2023: a year of open doors

A blank canvas. A clean slate. A fresh start. These are the clichés we always hear when we find ourselves at the outset of a brand new year, but there’s actually some truth to them.

Sure, we might just be flipping the calendar over to another January. No, not much has changed over the past week or two. All the same, it’s an important landmark to reach because it allows us all to stop and spend a few moments looking ahead.

As employers, managers, and workers ourselves, we’ve learned the hard way over the past few years that we can’t control everything that happens in the world of work we inhabit. Life tends to get in the way of even our best-laid plans. That said, we can still make resolutions. We can still hold high hopes. We can still go forward into this new year with lessons learned and a shift in mindset to match.

Right now, this year can be whatever we want it to be. It doesn’t have to be another year of record turnover, lagging engagement, hiring troubles, skills gaps, layoffs, and the like. We have the power to make 2023 something far better: a year of open doors.

Many of these challenges our organizations have faced in the recent past have come about due to doors that have long been closed. They’ve been limiting our range of possibilities and solutions.

Take, for instance, the problem that might be the most pressing of all: turnover. People are leaving their companies at record rates. There are plenty of factors that go into the decision to quit, but a huge motivator for many employees is lack of opportunity.

No one likes feeling stuck in a job, and everyone wants the chance to forge their own career path. That could mean moving up the ladder, over to a different team or role, or even just learning new skills. When employees look for those opportunities and find the doors are closed, they can and will leave to find them elsewhere. We can open those doors by embracing talent mobility and providing people with the support and freedom they need to blaze their own trails. When that happens, they won’t just be more invested and engaged - they’ll be more likely to stay.

That very same talent mobility can open doors for employers and their recruiters, too.

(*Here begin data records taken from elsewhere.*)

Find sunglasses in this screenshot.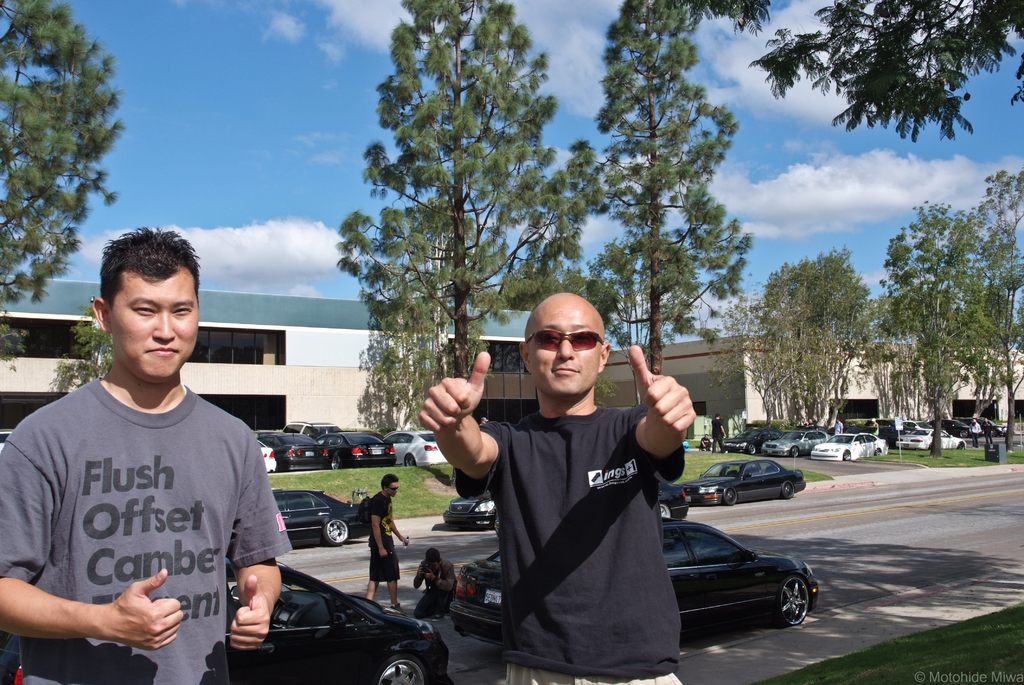
The bounding box for sunglasses is select_region(527, 328, 604, 353).
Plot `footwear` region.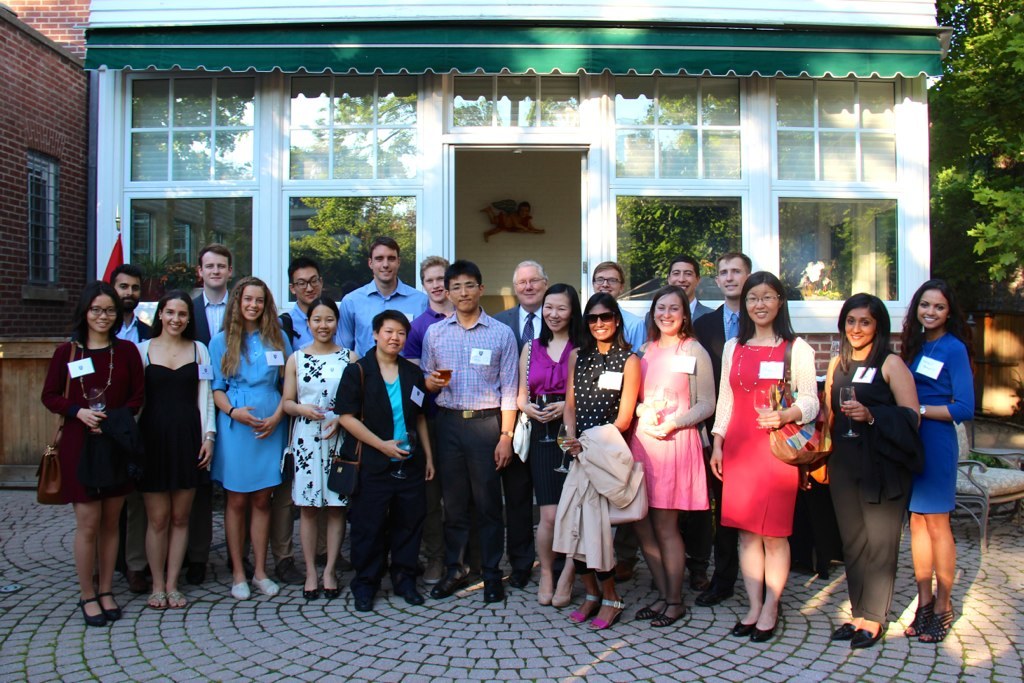
Plotted at pyautogui.locateOnScreen(507, 572, 529, 591).
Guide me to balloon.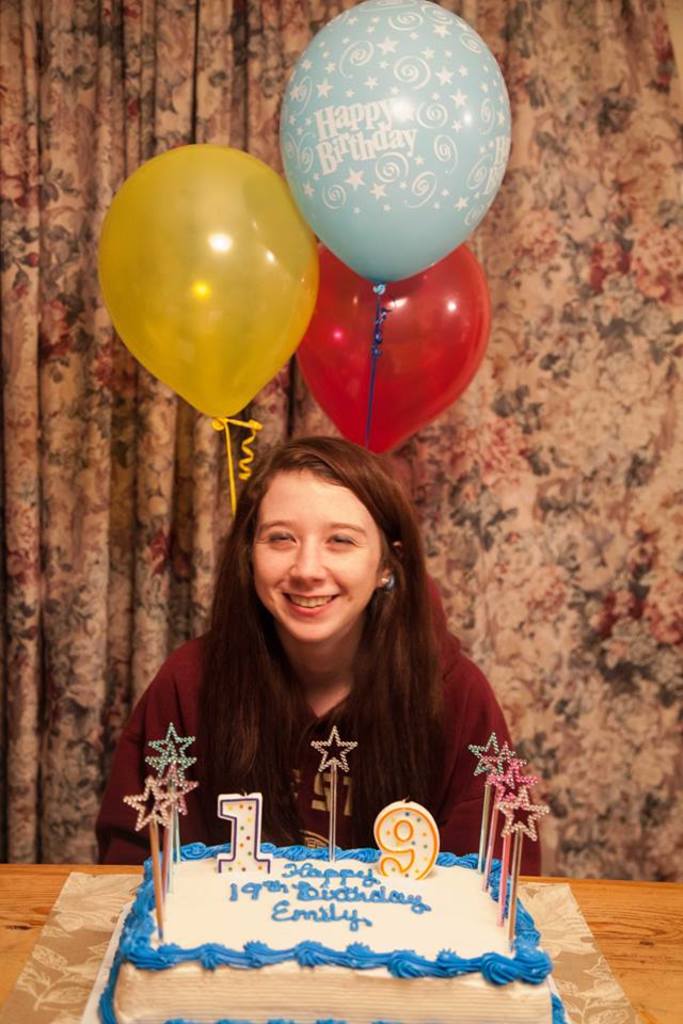
Guidance: bbox(276, 0, 513, 292).
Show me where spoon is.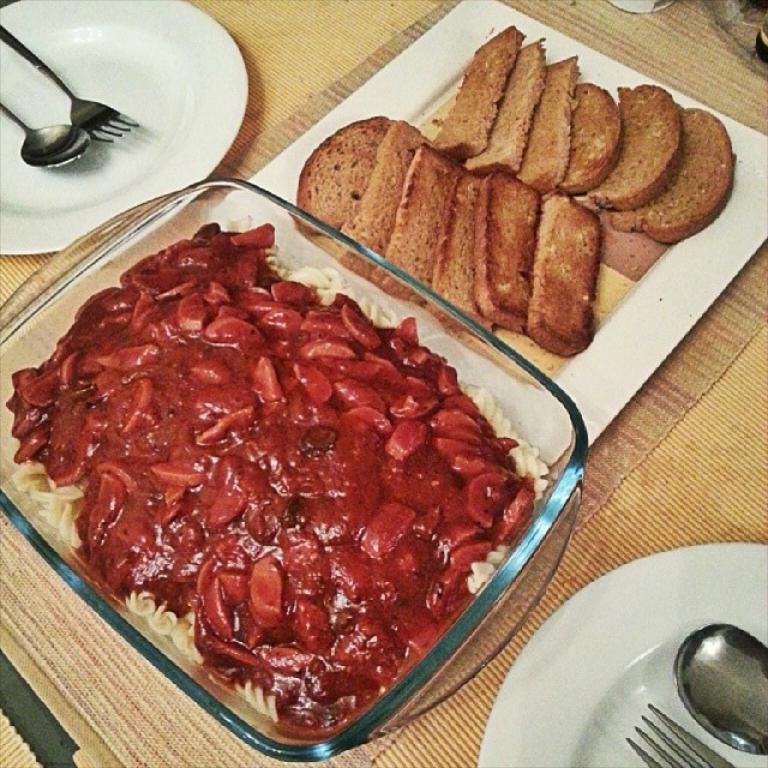
spoon is at rect(672, 624, 767, 752).
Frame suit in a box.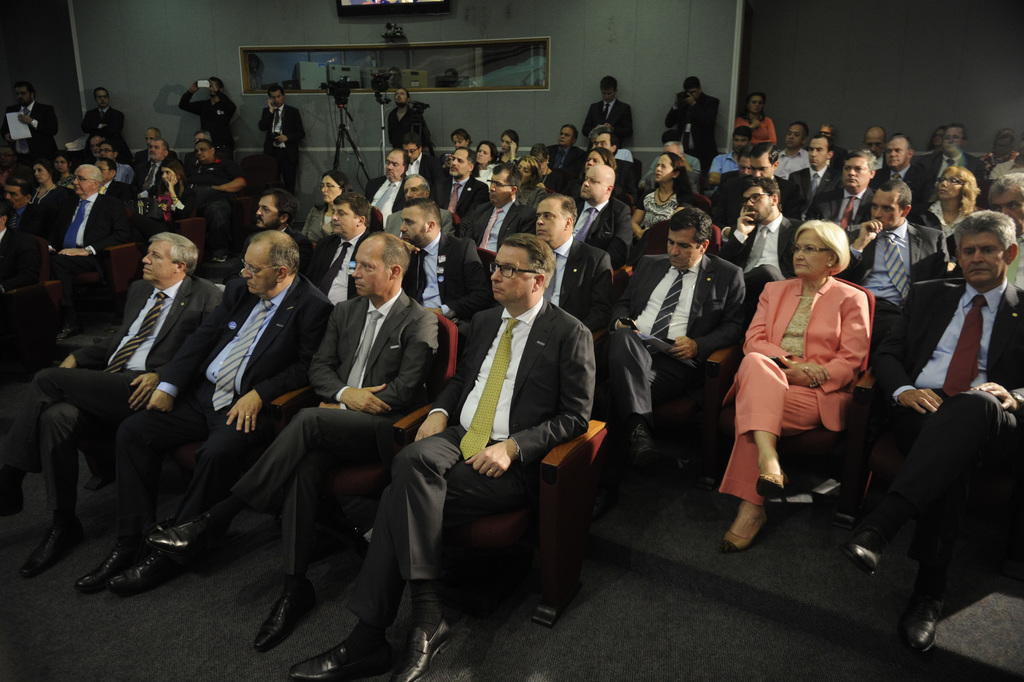
bbox=[614, 245, 756, 418].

Those internal employees could very well fill open roles and shore up areas of need, they just need to be considered and tapped into.

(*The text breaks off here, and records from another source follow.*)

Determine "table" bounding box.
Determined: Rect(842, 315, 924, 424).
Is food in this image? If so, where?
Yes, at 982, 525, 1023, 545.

There’s also no need to despair at skills gaps any longer when the ability is there to grow those skills in current employees. It’s the skills we’re lacking, not the people. We just need to be willing to see upskilling and reskilling as the solutions they can be.

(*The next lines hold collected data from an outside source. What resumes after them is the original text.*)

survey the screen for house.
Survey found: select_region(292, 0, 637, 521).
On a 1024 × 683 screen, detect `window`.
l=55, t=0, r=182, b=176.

Speaking of solutions, there’s another one for employers staring down layoffs right now. These companies are bound to have roles in other areas that need to be filled. Why not open the door to potentially redeploying about-to-be-laid-off workers instead of resigning ourselves to cutting them loose? Layoffs are damaging to the brand, and they cost time, money, and people. It can’t hurt to start considering all the options available to us.

In that spirit, there’s one more door we should think about leaving propped open in 2023: the door that former employees walked out of. Some goodbyes don’t have to be forever, and as long as these people left on good terms, there’s no reason to overlook them as a talent pool and rule out a potential reunion. At some point now or in the future they could become re-hired alumni (aka boomerang employees) and bring value back to the organization.

That’s what making 2023 a year of open doors is really all about: keeping an open mind and not shutting ourselves off from potential solutions. Talent mobility, upskilling and reskilling, workforce redeployment, bringing back alumni - they’re all ways we can explore every possibility and make this the year we bring the problems of past years to an end.